The parking system was created leading up to the opening of the new Yankee Stadium in 2009 using the tax-exempt municipal bonds as well as $109 million in state and city subsidies.

It contains nearly 9,300 spaces — including 600 solely for the Yankees’ use — which is more than was available for the old stadium, even though the new stadium seats about 6,600 fewer fans, according to Doug Turetsky, the IBO’s chief of staff, who posted a blog entry about the redevelopment plan last week.

Turetsky said the team demanded the expanded parking system from the city when they were in negotiations over the new stadium.

He also noted that only Bronx Parking, not the city, is not responsible for repaying the bondholders.
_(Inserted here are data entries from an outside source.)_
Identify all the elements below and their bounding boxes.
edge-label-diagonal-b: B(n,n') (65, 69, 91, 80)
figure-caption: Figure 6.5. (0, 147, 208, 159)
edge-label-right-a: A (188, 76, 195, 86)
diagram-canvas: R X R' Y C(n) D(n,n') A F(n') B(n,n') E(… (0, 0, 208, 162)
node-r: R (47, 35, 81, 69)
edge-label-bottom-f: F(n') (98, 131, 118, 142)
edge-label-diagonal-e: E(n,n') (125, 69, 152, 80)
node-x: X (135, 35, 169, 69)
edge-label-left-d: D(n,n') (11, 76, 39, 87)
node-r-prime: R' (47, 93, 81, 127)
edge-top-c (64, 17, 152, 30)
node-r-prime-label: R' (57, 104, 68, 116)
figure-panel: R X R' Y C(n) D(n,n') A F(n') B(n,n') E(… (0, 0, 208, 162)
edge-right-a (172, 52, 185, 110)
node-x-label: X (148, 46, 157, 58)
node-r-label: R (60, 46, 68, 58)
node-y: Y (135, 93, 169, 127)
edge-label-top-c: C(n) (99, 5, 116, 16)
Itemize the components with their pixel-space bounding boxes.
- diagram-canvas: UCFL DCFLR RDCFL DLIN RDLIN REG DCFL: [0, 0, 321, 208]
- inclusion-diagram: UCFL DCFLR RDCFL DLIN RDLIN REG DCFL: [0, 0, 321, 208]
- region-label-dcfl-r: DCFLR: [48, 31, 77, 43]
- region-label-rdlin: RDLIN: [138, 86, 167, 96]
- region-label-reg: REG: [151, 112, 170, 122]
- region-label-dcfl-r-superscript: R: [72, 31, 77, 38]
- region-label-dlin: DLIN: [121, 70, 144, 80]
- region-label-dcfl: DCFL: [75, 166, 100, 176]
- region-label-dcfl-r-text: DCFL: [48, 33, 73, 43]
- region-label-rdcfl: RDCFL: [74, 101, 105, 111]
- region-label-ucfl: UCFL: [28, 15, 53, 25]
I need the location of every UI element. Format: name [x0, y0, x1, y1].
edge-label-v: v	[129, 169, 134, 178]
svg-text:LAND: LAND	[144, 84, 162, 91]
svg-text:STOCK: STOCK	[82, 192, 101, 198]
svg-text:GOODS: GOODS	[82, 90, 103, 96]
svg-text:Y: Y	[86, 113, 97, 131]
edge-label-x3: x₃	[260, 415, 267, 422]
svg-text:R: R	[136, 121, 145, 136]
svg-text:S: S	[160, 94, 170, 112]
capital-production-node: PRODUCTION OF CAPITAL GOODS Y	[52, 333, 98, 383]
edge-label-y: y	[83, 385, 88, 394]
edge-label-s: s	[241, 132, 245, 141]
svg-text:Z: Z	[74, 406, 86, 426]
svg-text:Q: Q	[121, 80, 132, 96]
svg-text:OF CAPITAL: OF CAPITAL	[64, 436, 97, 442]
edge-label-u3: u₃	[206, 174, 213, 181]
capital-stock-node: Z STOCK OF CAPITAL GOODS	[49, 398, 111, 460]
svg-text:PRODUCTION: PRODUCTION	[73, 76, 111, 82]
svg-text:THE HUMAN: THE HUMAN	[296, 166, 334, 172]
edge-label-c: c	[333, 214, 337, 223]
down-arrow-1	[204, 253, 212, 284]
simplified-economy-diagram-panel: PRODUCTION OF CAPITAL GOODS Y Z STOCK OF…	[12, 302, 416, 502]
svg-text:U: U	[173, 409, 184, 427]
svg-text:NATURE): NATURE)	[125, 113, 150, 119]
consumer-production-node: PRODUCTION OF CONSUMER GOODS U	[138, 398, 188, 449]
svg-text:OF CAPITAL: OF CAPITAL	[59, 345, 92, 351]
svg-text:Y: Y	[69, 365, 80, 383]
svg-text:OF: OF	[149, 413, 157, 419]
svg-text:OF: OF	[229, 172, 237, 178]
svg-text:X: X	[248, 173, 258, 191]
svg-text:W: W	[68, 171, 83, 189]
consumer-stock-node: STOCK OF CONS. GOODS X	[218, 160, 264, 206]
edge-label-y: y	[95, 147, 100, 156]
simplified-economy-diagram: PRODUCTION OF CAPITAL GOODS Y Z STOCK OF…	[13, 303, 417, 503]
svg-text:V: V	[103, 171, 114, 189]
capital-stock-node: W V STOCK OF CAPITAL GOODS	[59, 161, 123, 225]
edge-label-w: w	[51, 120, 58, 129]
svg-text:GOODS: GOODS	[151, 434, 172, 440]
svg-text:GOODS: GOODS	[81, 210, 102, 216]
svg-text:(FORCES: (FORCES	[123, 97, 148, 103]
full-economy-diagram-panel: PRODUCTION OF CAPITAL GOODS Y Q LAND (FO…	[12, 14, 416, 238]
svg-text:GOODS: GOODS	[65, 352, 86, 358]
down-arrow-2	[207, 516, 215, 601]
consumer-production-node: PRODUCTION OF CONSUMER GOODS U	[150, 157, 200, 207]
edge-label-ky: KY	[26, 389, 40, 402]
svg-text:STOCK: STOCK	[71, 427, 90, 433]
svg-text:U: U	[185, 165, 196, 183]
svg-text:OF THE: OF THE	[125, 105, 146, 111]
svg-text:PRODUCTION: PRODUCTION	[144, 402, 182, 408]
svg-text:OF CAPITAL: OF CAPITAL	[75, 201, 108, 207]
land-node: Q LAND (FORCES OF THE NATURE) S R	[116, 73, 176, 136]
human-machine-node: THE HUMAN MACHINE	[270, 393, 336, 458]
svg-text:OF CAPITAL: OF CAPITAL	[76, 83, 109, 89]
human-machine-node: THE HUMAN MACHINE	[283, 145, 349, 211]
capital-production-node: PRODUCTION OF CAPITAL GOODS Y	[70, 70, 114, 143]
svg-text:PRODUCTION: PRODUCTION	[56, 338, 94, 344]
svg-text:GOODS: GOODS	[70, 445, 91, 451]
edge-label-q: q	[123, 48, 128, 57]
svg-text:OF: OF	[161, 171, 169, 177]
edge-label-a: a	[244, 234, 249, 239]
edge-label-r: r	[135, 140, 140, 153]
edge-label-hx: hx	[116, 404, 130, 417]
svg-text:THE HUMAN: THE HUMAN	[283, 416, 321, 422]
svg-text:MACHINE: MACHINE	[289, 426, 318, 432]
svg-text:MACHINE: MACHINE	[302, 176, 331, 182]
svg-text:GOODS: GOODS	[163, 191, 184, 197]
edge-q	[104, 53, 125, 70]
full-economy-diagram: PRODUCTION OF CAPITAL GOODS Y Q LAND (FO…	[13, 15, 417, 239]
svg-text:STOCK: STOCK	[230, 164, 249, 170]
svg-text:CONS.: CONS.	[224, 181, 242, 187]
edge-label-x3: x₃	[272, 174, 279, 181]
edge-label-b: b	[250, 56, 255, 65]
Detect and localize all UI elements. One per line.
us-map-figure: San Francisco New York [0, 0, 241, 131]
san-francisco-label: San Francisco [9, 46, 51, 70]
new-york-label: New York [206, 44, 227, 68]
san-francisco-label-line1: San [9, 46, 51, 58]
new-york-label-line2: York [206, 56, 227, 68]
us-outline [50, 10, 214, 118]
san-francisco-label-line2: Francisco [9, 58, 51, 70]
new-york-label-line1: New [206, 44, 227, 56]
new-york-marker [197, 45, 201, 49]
But the city “may still lose on the deal,” he wrote, because Bronx Parking has never paid the city the $3.2 million in rent it owes each year or required payments in lieu of taxes.

“Year in year out, we’re hearing about several million dollar cuts to this or that program,” Turetsky said in an interview. “The amount of money we’re not receiving here could cover some of these programs that are on the chopping block.”

Meanwhile, Bronx Parking and the bondholders entered into a forbearance agreement in May, after the company defaulted on the bond payment.

It is working to get the investors to agree to a bond restructuring, which would lower the company’s debt payments but trigger losses for the bondholders.

The company needs the bond restructuring in order to stay afloat, Moran, the Bronx Parking official, wrote in a notice filed last year with the Municipal Securities Rulemaking Board.

“Unless debt service costs are lowered through a voluntary restructuring,” he wrote, “bankruptcy will eventually be BPDC's only available option.”